Pope’s army, too, as an army, was in the same situation, and the quarters for “Stonewall Jackson and 16,000 prisoners,” which the mighty bummer had ordered to be prepared at Washington, were not occupied—for John had to “skedaddle,” and just in his rear “old Stonewall” with that identical little party of 16,000 “foot cavalry” pushed bravely on, and with him went White and all his mounted men fit for duty, while Myers was sent to Loudoun in charge of dismounted men, and such as had broken down horses, for the double purpose of recruiting in both men and horses.

CHAPTER VII.

Never were the veteran hearts of the men whom Lee and Stonewall led to victory, so thrilled with triumphant pride as on that morning in September, when the wild refrain of “Maryland, my Maryland,” echoed from a thousand throats, rolled on the morning breezes over the border, and the ragged men in gray marched through the waters of the old Potomac which some of them had made to run red with the life-blood of the invading hosts of Yankeeland, who made their boasting advance, at almost the same point the year before, and added the name of Ball’s Bluff to the list of Southern victories.

But none other than those born on the soil of Maryland could fully enter into the feelings that filled the heart of our Captain when he saw the army that had tramped over the heaps of dead men, strewn from the blue and billowy James to the dashing surges of the Potomac, actually marching through the boundary that had, up to this time, been considered the de facto line of separation between the two Confederacies, and felt that of a truth the hour had come when another star would blaze in the Southern Cross, and that star the sign that Maryland, by aid of the iron legions of the Southland, had broken the rod of the Blackamoor’s god, and joined, at last, her sisters in their crusade for freedom.

It will avail nothing, however, to revert here to the bitter disappointment which quenched these proud feelings in the hearts of the brave sons of the State of Maryland, who had been battling for the cause of Southern rights, when they found no responsive greeting from the now pitifully cowed spirit of poor, conquered Maryland, and felt that in spite of the hero-blood that had baptized the wreath of glory woven for her queenly brow by such hands as Carroll, Howard, May, and a thousand others, who, in the days of yore, had made her name so famous, she was now a subjugated thing, too much afraid of the power that had bound the slavish chain upon her very soul, to lift the folded hands from which the tyrant’s fetters had just been so bravely torn, even though upon her own soil the conquering battle-flag of Dixie waved high above the bloody Northern standard.

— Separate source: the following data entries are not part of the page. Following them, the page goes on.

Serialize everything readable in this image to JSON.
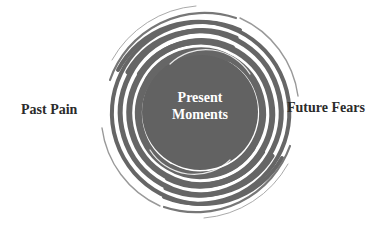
{
  "diagram": {
    "title": "",
    "center": {
      "line1": "Present",
      "line2": "Moments"
    },
    "left_label": "Past Pain",
    "right_label": "Future Fears",
    "colors": {
      "spiral": "#666666",
      "center_fill": "#616161",
      "side_text": "#2b2b2b",
      "center_text": "#ffffff",
      "background": "#ffffff"
    },
    "shape": "spiral-vortex"
  }
}
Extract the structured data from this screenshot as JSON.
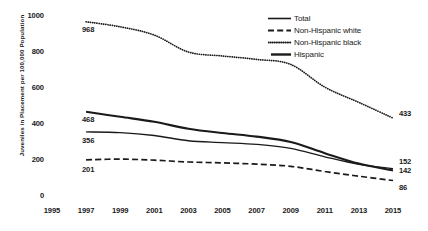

Through treachery at the council board she had been betrayed into the power of her enemies, and had not enough spirit left to do more than gaze with sad-eyed wonder upon the war-worn soldiers whose mission to their State was to give her people an opportunity to draw their swords in an equal fight for their desecrated altars.

Maryland was dumb before her shearers, and lamb-like she submitted, while the Southern army looked vainly for the lion to awake to glory again.

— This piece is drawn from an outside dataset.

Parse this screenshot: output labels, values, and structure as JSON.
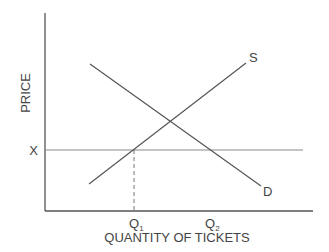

At Frederick City, Capt. White fell under the displeasure of General Stuart, and was ordered by that commander to return with his company to Loudoun County, Va., but the Captain protested, saying that he was a Marylander by birth and had fought as hard as any man for the privilege of fighting once upon the soil of his native State.

The General seemed only to want an excuse to become offended with him, and exclaimed, “Do you say you have done as much as any man, for the South?”

“No, sir,” said Capt. White, “I did not say that; but I have done my duty to the South as a soldier, so far as my ability extends, as fully as anybody.”